Learn how to use for and while loops in C with step-by-step visual examples.
for (init; cond; update) { ... }while (cond) { ... } runs while cond is truebreak exits; continue skips to next iterationdo-while runs at least oncefor (;;) / while (1)#include <stdio.h> int main(void) { printf("1\n"); printf("2\n"); printf("3\n"); printf("4\n"); printf("5\n"); return 0; }
printf("1\n"); printf("2\n"); ... printf("100\n"); for 100 lines? And if the requirement changed to "print only multiples of 3", you'd have to rewrite everything.#include <stdio.h> int main(void) { for (int i = 1; i <= 5; i++) { printf("%d\n", i); } return 0; }
5 to 100. Even 10,000 iterations fit in the same amount of code.// Without loop: manually add each number int sum = 1 + 2 + 3 + 4 + 5 + 6 + 7 + 8 + 9 + 10; // With loop int sum = 0; for (int i = 1; i <= 10; i++) sum += i;
for (int i = 0; i < 5; i++) { printf("i = %d\n", i); }
| Name | Type | Value |
|---|
for (int i=0; i<10; i++) { if (i == 5) break; printf("%d ", i); } // Output: 0 1 2 3 4
for (int i=0; i<5; i++) { if (i == 2) continue; printf("%d ", i); } // Output: 0 1 3 4 (skips 2)
break and continue only affect the innermost loop. break inside a nested loop does not exit the outer loop.continue means "skip the rest of this iteration, go to the next one". Unlike break, the loop does not exit. Let's trace the execution step by step.for (int i = 0; i < 5; i++) { if (i == 2) continue; // β when i==2, skip the rest printf("%d ", i); // not reached after continue }
0 β i++ makes i=11 β i++ makes i=23 4 β i=5 terminates
continue, the for's update clause i++ is still executed. That's why i=2 skipped but i=3 follows.
| break | continue | |
|---|---|---|
| Whole loop | Exit (done) | Continue (next iteration) |
| Rest of this iteration | Skip | Skip |
for's update i++ | Not executed | Executed |
| When to use | "done searching" | "skip just this element" |
continue in a while can cause an infinite loopcontinue can skip it. That's a classic infinite-loop trap.
int i = 0; while (i < 5) { if (i == 2) continue; // β never reaches i++ β stuck at i=2 forever printf("%d ", i); i++; }
if (i == 2) { i++; continue; } // β safe
continue or with an if. Which reads better depends on the situation.
for (int i=0; i<n; i++) { if (arr[i] < 0) continue; // skip negatives if (arr[i] == 0) continue; // skip zeros too // long main processing for positives... process(arr[i]); total += arr[i] * 2; }
for (int i=0; i<n; i++) { if (arr[i] > 0) { // invert & wrap process(arr[i]); total += arr[i] * 2; } }
ifcontinue (guard-clause style)return in functions β see if Statement.
break vs continue appropriatelydo-while and observe the guaranteed-once behaviorCheck your understanding of this lesson!
for (int i=0; i<5; i++) execute?i takes the five values 0, 1, 2, 3, 4, so the body runs 5 times.
while(1)?The condition is always 1 (true), so the loop keeps running forever unless broken out of by break or return.
do-while tests the condition at the end of the loop, so the body always runs at least once. while tests first, so it can run zero times.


**Exercise aim:**
Retype the data exactly, from its first line to the line containing "Image is 868x418 pixels.", including both, and skip any picture.

*** Block opens ***

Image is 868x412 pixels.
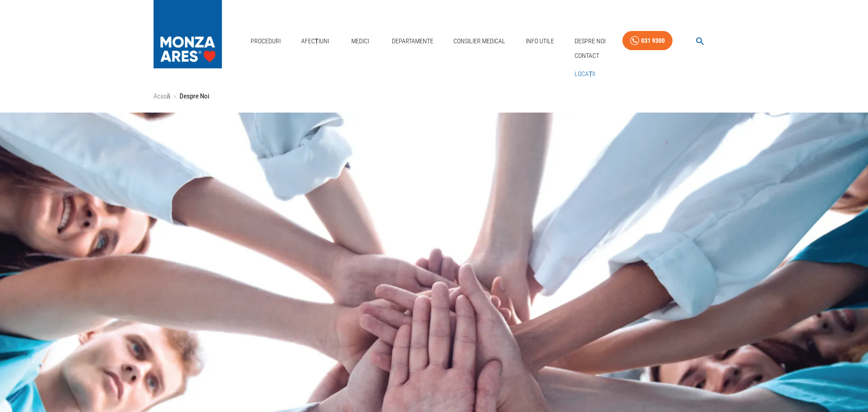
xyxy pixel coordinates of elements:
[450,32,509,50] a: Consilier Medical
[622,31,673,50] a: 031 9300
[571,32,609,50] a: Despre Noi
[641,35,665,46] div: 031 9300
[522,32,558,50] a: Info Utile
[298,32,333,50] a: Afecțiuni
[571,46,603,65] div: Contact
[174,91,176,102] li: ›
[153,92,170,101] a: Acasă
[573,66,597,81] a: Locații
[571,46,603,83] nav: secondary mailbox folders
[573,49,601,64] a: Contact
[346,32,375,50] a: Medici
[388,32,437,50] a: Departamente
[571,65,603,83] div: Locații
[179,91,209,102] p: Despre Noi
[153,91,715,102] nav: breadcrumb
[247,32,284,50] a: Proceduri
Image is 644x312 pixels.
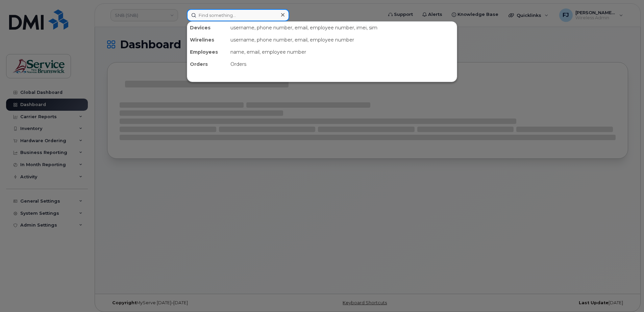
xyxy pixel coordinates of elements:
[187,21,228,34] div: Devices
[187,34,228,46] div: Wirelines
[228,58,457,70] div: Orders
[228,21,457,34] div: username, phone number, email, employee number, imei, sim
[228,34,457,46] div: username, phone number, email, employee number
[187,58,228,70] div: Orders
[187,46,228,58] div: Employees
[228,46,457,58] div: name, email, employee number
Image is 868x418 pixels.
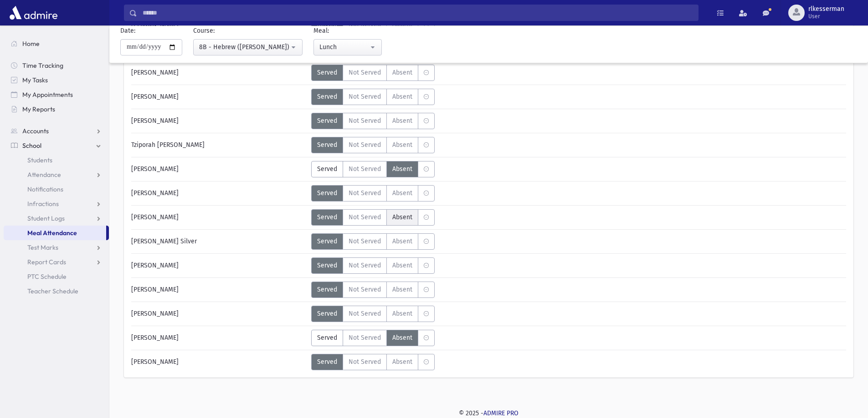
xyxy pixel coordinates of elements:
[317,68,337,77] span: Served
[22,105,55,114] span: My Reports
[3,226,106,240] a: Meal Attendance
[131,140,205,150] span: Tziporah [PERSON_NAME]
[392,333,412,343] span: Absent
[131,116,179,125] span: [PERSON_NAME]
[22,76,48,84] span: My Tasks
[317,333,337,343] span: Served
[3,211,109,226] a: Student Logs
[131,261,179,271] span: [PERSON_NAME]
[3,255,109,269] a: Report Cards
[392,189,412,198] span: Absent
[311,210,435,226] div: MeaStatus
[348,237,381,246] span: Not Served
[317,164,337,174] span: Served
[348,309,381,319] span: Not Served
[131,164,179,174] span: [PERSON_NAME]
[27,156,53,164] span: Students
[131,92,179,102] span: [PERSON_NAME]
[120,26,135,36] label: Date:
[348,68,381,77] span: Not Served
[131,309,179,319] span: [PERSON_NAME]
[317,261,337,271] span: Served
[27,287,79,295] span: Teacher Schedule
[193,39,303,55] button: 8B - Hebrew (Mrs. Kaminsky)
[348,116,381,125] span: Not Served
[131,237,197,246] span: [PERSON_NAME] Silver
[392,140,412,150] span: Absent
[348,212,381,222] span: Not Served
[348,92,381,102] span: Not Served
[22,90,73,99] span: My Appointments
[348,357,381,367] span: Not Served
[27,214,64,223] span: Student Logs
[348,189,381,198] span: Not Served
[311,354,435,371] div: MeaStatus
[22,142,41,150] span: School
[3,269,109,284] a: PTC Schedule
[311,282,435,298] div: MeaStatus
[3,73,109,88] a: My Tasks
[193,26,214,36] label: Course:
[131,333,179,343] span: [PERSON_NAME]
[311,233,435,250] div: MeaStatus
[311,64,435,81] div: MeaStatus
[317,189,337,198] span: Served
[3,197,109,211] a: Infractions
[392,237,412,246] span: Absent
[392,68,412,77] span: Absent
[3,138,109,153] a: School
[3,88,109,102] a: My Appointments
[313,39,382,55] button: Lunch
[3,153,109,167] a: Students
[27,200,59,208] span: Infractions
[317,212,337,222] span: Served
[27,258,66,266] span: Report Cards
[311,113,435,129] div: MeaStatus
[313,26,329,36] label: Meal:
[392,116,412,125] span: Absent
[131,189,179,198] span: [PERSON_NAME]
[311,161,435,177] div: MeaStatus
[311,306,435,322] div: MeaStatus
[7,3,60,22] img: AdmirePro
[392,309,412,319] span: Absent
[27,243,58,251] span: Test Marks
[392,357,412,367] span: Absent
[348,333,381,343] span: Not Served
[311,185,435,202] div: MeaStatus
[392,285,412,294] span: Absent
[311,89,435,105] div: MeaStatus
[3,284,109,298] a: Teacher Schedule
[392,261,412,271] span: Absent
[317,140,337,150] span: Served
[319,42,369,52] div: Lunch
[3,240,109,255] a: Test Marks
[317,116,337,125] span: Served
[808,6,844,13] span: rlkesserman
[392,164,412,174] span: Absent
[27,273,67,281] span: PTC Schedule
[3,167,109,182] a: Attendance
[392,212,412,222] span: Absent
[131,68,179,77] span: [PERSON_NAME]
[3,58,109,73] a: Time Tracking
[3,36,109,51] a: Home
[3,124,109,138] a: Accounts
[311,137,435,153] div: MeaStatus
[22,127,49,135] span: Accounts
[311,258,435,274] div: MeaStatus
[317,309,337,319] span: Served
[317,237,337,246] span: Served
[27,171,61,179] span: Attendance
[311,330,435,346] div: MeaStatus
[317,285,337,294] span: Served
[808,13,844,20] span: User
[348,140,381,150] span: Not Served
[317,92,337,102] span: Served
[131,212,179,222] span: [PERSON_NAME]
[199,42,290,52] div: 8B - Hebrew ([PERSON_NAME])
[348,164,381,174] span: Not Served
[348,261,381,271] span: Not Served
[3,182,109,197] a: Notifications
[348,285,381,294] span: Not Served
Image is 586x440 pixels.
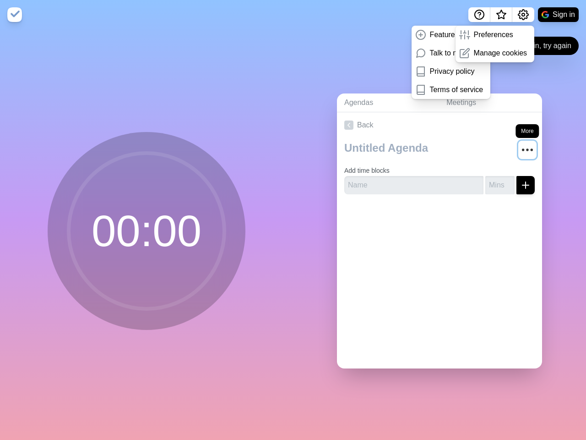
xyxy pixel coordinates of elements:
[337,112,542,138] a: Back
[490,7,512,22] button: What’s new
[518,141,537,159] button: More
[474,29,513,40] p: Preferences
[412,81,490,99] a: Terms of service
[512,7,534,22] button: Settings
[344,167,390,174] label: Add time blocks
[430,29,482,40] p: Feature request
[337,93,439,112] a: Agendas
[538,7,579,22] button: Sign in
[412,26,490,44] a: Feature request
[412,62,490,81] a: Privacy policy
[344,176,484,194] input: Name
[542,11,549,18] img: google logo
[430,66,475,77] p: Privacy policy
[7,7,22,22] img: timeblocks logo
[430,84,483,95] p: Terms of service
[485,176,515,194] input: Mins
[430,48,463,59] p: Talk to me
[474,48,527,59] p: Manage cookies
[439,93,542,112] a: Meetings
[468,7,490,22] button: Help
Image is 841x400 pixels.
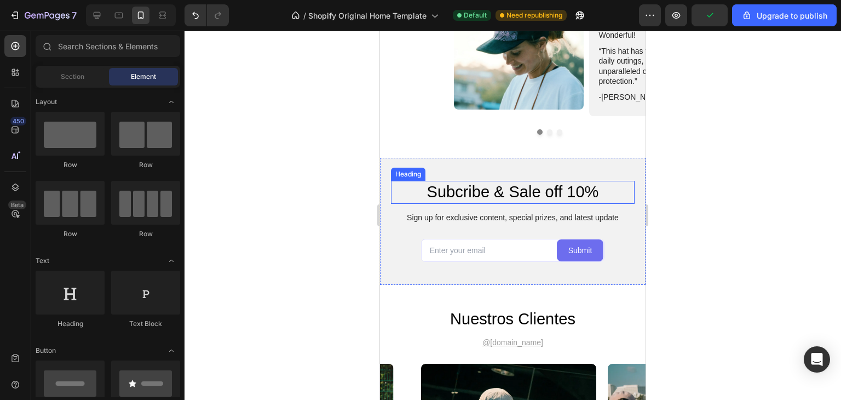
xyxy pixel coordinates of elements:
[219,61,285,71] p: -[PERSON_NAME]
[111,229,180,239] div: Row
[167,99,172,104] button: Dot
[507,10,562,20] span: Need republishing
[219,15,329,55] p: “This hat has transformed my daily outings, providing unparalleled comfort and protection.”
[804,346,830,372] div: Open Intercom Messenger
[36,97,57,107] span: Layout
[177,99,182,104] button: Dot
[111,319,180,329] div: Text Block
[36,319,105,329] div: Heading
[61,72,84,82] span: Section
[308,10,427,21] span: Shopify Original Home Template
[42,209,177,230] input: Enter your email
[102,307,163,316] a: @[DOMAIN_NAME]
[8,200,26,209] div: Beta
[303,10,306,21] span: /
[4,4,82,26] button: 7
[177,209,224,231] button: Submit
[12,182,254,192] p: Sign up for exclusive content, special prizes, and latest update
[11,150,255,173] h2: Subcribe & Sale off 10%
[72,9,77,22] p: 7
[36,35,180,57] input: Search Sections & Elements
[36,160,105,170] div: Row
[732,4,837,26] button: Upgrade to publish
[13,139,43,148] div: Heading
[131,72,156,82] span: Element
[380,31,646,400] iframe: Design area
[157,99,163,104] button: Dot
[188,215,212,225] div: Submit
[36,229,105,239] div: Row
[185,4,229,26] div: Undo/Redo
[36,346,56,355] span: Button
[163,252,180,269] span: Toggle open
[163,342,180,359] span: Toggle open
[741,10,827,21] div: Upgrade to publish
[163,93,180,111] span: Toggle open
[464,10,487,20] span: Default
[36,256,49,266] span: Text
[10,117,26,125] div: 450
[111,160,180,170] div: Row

*** Block closes ***

**Response:**
Image is 868x412 pixels.
xyxy pixel coordinates of elements:
[450,32,509,50] a: Consilier Medical
[622,31,673,50] a: 031 9300
[571,32,609,50] a: Despre Noi
[641,35,665,46] div: 031 9300
[522,32,558,50] a: Info Utile
[298,32,333,50] a: Afecțiuni
[571,46,603,65] div: Contact
[174,91,176,102] li: ›
[153,92,170,101] a: Acasă
[573,66,597,81] a: Locații
[571,46,603,83] nav: secondary mailbox folders
[573,49,601,64] a: Contact
[346,32,375,50] a: Medici
[388,32,437,50] a: Departamente
[571,65,603,83] div: Locații
[179,91,209,102] p: Despre Noi
[153,91,715,102] nav: breadcrumb
[247,32,284,50] a: Proceduri
Image is 644x312 pixels.
xyxy pixel coordinates of elements:
[187,21,228,34] div: Devices
[187,34,228,46] div: Wirelines
[228,58,457,70] div: Orders
[228,21,457,34] div: username, phone number, email, employee number, imei, sim
[228,34,457,46] div: username, phone number, email, employee number
[187,58,228,70] div: Orders
[187,46,228,58] div: Employees
[228,46,457,58] div: name, email, employee number
Image is 868x418 pixels.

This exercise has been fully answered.